The Faculty of Law was established in 1977 to produce lawyers whose discipline shall reflect and cater for the legal interests of the community in which they train. Therefore, the syllabus was designed to accommodate both Islamic Law and English Common Law. The Faculty's choice of this program (Training Lawyers in both common and Islamic law) was meant to prepare them realistically for the challenges they shall face in their future carrier either as judges, legal practitioners or corporate consultants. Both time and event have proved the choice of this program by the faculty right. Owing to the high demands for the combined and comparative approach, the duration of the programme was initially designed to be for four years to accommodate the extended number of courses (instead of three for traditional law programmes), but it was subsequently extended to five years in response to the 6-3-3-4 National Education Policy.
While designing the combined honours curriculum of the Faculty, care was taken to ensure that the content of the LL.B degree was structured in such a way as to embody values and traditions that the society holds most sacred in line with the philosophy and cardinal principles upon which Bayero University, Kano operates. According to the philosophy, the University should strive to be "a symbol of the spirit of its community, the guardian of its morals and the formulator of' its hopes". Hence, the degree programme was uniquely tailored to provide academic and professional training in Common Law as received in Nigeria and Islamic Law as observed by Muslims and practiced in courts in this part of the country. This integrated approach to the study of the two systems of law was adopted with a view to preparing students to deal with legal problems realistically and in harmony with the needs, aspirations and culture of' the society in which they operate.
The Faculty started as a single department in the 1977/78 session. In August 1987, the Senate approved the submission from the Faculty Board of Law for the creation of two more departments. With this, the Department of Islamic Law and that of Public and Private Law came into existence. A year later the Department was split and renamed to pave 'way of the creation of the Department of Private and Commercial Law. The University has in principle approved the creation of Department of International Law.
In 1978, the faculty admitted its first set of 26 all-male students who graduated three years later in 1981. The Faculty has grown considerably since then, as its now admits 200 students based on its quota with the Council of Legal Education. So the Faculty has over a thousand students as its total student's population.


→ **Directions**:
The data below is to be repeated in full, exactly as given.

※

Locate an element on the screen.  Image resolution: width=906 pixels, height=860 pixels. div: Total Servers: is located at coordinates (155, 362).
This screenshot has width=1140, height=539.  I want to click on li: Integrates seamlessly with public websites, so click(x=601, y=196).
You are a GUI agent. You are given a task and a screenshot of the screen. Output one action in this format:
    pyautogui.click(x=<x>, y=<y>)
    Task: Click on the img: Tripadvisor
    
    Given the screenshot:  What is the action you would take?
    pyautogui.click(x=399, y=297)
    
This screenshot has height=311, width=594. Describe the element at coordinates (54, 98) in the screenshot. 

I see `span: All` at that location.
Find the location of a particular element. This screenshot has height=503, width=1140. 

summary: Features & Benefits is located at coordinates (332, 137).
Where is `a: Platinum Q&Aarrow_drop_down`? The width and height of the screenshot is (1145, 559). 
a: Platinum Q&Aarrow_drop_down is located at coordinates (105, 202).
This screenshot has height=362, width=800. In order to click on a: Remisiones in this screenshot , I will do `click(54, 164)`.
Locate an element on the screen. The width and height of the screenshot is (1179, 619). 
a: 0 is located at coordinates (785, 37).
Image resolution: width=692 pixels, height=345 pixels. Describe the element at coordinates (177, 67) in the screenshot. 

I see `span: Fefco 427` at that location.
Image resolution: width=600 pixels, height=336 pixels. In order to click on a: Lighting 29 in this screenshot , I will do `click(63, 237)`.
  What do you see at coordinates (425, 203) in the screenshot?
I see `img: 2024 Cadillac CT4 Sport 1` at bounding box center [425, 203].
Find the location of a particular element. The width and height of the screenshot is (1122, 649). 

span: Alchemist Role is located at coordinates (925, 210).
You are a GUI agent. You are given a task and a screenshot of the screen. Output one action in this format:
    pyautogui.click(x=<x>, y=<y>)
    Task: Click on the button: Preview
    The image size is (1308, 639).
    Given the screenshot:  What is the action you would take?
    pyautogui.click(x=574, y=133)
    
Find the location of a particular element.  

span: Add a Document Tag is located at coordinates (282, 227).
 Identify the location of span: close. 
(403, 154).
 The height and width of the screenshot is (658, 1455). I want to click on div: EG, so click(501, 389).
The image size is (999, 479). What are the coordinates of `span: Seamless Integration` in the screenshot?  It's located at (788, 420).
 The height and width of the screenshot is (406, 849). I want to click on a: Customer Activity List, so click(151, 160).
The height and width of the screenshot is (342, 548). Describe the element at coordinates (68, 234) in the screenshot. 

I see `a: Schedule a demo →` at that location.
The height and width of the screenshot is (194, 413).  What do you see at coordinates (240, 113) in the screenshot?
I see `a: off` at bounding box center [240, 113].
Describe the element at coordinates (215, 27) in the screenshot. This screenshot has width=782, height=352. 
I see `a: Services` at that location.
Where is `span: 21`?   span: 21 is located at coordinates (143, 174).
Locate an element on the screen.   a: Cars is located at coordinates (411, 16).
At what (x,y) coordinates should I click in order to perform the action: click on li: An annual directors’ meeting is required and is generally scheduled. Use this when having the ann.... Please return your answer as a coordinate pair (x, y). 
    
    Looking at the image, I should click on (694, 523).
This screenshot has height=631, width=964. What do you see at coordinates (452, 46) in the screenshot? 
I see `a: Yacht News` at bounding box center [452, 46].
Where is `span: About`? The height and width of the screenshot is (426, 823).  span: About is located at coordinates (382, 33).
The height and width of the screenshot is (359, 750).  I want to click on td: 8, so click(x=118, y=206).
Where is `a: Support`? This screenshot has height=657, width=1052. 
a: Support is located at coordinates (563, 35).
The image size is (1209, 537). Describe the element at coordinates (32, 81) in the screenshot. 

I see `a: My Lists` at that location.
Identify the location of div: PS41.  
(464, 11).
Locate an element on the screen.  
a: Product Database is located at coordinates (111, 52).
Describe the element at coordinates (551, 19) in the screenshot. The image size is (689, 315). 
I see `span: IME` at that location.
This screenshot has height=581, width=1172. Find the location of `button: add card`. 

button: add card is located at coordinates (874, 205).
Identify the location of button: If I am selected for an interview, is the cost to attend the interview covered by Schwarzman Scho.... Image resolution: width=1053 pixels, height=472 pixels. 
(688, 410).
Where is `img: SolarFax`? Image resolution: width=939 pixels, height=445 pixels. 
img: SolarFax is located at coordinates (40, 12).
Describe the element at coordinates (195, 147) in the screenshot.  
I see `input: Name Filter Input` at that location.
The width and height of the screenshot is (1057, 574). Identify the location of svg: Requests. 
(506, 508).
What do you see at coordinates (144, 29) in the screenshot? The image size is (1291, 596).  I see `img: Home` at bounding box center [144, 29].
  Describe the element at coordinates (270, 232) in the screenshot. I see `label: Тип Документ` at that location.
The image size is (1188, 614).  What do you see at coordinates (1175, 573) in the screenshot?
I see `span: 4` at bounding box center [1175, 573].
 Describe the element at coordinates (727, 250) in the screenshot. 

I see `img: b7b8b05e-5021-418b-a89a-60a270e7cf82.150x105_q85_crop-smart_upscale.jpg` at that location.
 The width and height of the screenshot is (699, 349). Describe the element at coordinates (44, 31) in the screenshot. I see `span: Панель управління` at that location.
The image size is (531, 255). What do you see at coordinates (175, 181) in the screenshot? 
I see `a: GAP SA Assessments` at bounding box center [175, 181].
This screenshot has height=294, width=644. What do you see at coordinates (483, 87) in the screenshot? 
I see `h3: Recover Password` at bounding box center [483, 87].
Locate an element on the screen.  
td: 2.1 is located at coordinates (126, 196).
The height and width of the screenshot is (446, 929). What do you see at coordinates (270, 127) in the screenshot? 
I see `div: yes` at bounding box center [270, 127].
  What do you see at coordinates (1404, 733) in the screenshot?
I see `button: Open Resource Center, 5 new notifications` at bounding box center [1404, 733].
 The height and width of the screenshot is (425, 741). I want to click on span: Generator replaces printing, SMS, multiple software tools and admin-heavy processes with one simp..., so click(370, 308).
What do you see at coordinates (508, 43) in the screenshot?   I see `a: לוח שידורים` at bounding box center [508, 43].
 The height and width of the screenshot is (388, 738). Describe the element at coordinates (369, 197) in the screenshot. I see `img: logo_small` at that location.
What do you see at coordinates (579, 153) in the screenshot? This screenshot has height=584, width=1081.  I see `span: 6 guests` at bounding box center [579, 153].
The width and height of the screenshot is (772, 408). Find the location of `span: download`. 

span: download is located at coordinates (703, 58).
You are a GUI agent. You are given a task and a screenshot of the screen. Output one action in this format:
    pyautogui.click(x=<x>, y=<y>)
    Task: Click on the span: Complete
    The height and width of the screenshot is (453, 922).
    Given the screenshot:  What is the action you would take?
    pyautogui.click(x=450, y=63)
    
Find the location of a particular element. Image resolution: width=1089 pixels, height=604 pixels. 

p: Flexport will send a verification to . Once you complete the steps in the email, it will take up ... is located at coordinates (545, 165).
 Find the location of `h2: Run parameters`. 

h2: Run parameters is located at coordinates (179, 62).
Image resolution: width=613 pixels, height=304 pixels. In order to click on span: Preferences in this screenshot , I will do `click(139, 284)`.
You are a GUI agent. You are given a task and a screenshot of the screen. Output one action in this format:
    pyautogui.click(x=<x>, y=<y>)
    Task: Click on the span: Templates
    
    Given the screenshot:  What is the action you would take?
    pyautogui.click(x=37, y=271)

※

→ **Answer for the task**:
Locate an element on the screen.  Image resolution: width=906 pixels, height=860 pixels. div: Total Servers: is located at coordinates (155, 362).
This screenshot has width=1140, height=539.  I want to click on li: Integrates seamlessly with public websites, so click(x=601, y=196).
You are a GUI agent. You are given a task and a screenshot of the screen. Output one action in this format:
    pyautogui.click(x=<x>, y=<y>)
    Task: Click on the img: Tripadvisor
    
    Given the screenshot:  What is the action you would take?
    pyautogui.click(x=399, y=297)
    
This screenshot has height=311, width=594. Describe the element at coordinates (54, 98) in the screenshot. 

I see `span: All` at that location.
Find the location of a particular element. This screenshot has height=503, width=1140. 

summary: Features & Benefits is located at coordinates (332, 137).
Where is `a: Platinum Q&Aarrow_drop_down`? The width and height of the screenshot is (1145, 559). 
a: Platinum Q&Aarrow_drop_down is located at coordinates (105, 202).
This screenshot has height=362, width=800. In order to click on a: Remisiones in this screenshot , I will do `click(54, 164)`.
Locate an element on the screen. The width and height of the screenshot is (1179, 619). 
a: 0 is located at coordinates (785, 37).
Image resolution: width=692 pixels, height=345 pixels. Describe the element at coordinates (177, 67) in the screenshot. 

I see `span: Fefco 427` at that location.
Image resolution: width=600 pixels, height=336 pixels. In order to click on a: Lighting 29 in this screenshot , I will do `click(63, 237)`.
  What do you see at coordinates (425, 203) in the screenshot?
I see `img: 2024 Cadillac CT4 Sport 1` at bounding box center [425, 203].
Find the location of a particular element. The width and height of the screenshot is (1122, 649). 

span: Alchemist Role is located at coordinates (925, 210).
You are a GUI agent. You are given a task and a screenshot of the screen. Output one action in this format:
    pyautogui.click(x=<x>, y=<y>)
    Task: Click on the button: Preview
    The image size is (1308, 639).
    Given the screenshot:  What is the action you would take?
    pyautogui.click(x=574, y=133)
    
Find the location of a particular element.  

span: Add a Document Tag is located at coordinates (282, 227).
 Identify the location of span: close. 
(403, 154).
 The height and width of the screenshot is (658, 1455). I want to click on div: EG, so click(501, 389).
The image size is (999, 479). What are the coordinates of `span: Seamless Integration` in the screenshot?  It's located at (788, 420).
 The height and width of the screenshot is (406, 849). I want to click on a: Customer Activity List, so click(151, 160).
The height and width of the screenshot is (342, 548). Describe the element at coordinates (68, 234) in the screenshot. 

I see `a: Schedule a demo →` at that location.
The height and width of the screenshot is (194, 413).  What do you see at coordinates (240, 113) in the screenshot?
I see `a: off` at bounding box center [240, 113].
Describe the element at coordinates (215, 27) in the screenshot. This screenshot has width=782, height=352. 
I see `a: Services` at that location.
Where is `span: 21`?   span: 21 is located at coordinates (143, 174).
Locate an element on the screen.   a: Cars is located at coordinates (411, 16).
At what (x,y) coordinates should I click in order to perform the action: click on li: An annual directors’ meeting is required and is generally scheduled. Use this when having the ann.... Please return your answer as a coordinate pair (x, y). 
    
    Looking at the image, I should click on (694, 523).
This screenshot has height=631, width=964. What do you see at coordinates (452, 46) in the screenshot? 
I see `a: Yacht News` at bounding box center [452, 46].
Where is `span: About`? The height and width of the screenshot is (426, 823).  span: About is located at coordinates (382, 33).
The height and width of the screenshot is (359, 750).  I want to click on td: 8, so click(x=118, y=206).
Where is `a: Support`? This screenshot has height=657, width=1052. 
a: Support is located at coordinates (563, 35).
The image size is (1209, 537). Describe the element at coordinates (32, 81) in the screenshot. 

I see `a: My Lists` at that location.
Identify the location of div: PS41.  
(464, 11).
Locate an element on the screen.  
a: Product Database is located at coordinates (111, 52).
Describe the element at coordinates (551, 19) in the screenshot. The image size is (689, 315). 
I see `span: IME` at that location.
This screenshot has height=581, width=1172. Find the location of `button: add card`. 

button: add card is located at coordinates (874, 205).
Identify the location of button: If I am selected for an interview, is the cost to attend the interview covered by Schwarzman Scho.... Image resolution: width=1053 pixels, height=472 pixels. 
(688, 410).
Where is `img: SolarFax`? Image resolution: width=939 pixels, height=445 pixels. 
img: SolarFax is located at coordinates (40, 12).
Describe the element at coordinates (195, 147) in the screenshot.  
I see `input: Name Filter Input` at that location.
The width and height of the screenshot is (1057, 574). Identify the location of svg: Requests. 
(506, 508).
What do you see at coordinates (144, 29) in the screenshot? The image size is (1291, 596).  I see `img: Home` at bounding box center [144, 29].
  Describe the element at coordinates (270, 232) in the screenshot. I see `label: Тип Документ` at that location.
The image size is (1188, 614).  What do you see at coordinates (1175, 573) in the screenshot?
I see `span: 4` at bounding box center [1175, 573].
 Describe the element at coordinates (727, 250) in the screenshot. 

I see `img: b7b8b05e-5021-418b-a89a-60a270e7cf82.150x105_q85_crop-smart_upscale.jpg` at that location.
 The width and height of the screenshot is (699, 349). Describe the element at coordinates (44, 31) in the screenshot. I see `span: Панель управління` at that location.
The image size is (531, 255). What do you see at coordinates (175, 181) in the screenshot? 
I see `a: GAP SA Assessments` at bounding box center [175, 181].
This screenshot has height=294, width=644. What do you see at coordinates (483, 87) in the screenshot? 
I see `h3: Recover Password` at bounding box center [483, 87].
Locate an element on the screen.  
td: 2.1 is located at coordinates (126, 196).
The height and width of the screenshot is (446, 929). What do you see at coordinates (270, 127) in the screenshot? 
I see `div: yes` at bounding box center [270, 127].
  What do you see at coordinates (1404, 733) in the screenshot?
I see `button: Open Resource Center, 5 new notifications` at bounding box center [1404, 733].
 The height and width of the screenshot is (425, 741). I want to click on span: Generator replaces printing, SMS, multiple software tools and admin-heavy processes with one simp..., so click(370, 308).
What do you see at coordinates (508, 43) in the screenshot?   I see `a: לוח שידורים` at bounding box center [508, 43].
 The height and width of the screenshot is (388, 738). Describe the element at coordinates (369, 197) in the screenshot. I see `img: logo_small` at that location.
What do you see at coordinates (579, 153) in the screenshot? This screenshot has height=584, width=1081.  I see `span: 6 guests` at bounding box center [579, 153].
The width and height of the screenshot is (772, 408). Find the location of `span: download`. 

span: download is located at coordinates (703, 58).
You are a GUI agent. You are given a task and a screenshot of the screen. Output one action in this format:
    pyautogui.click(x=<x>, y=<y>)
    Task: Click on the span: Complete
    The height and width of the screenshot is (453, 922).
    Given the screenshot:  What is the action you would take?
    pyautogui.click(x=450, y=63)
    
Find the location of a particular element. Image resolution: width=1089 pixels, height=604 pixels. 

p: Flexport will send a verification to . Once you complete the steps in the email, it will take up ... is located at coordinates (545, 165).
 Find the location of `h2: Run parameters`. 

h2: Run parameters is located at coordinates (179, 62).
Image resolution: width=613 pixels, height=304 pixels. In order to click on span: Preferences in this screenshot , I will do `click(139, 284)`.
You are a GUI agent. You are given a task and a screenshot of the screen. Output one action in this format:
    pyautogui.click(x=<x>, y=<y>)
    Task: Click on the span: Templates
    
    Given the screenshot:  What is the action you would take?
    pyautogui.click(x=37, y=271)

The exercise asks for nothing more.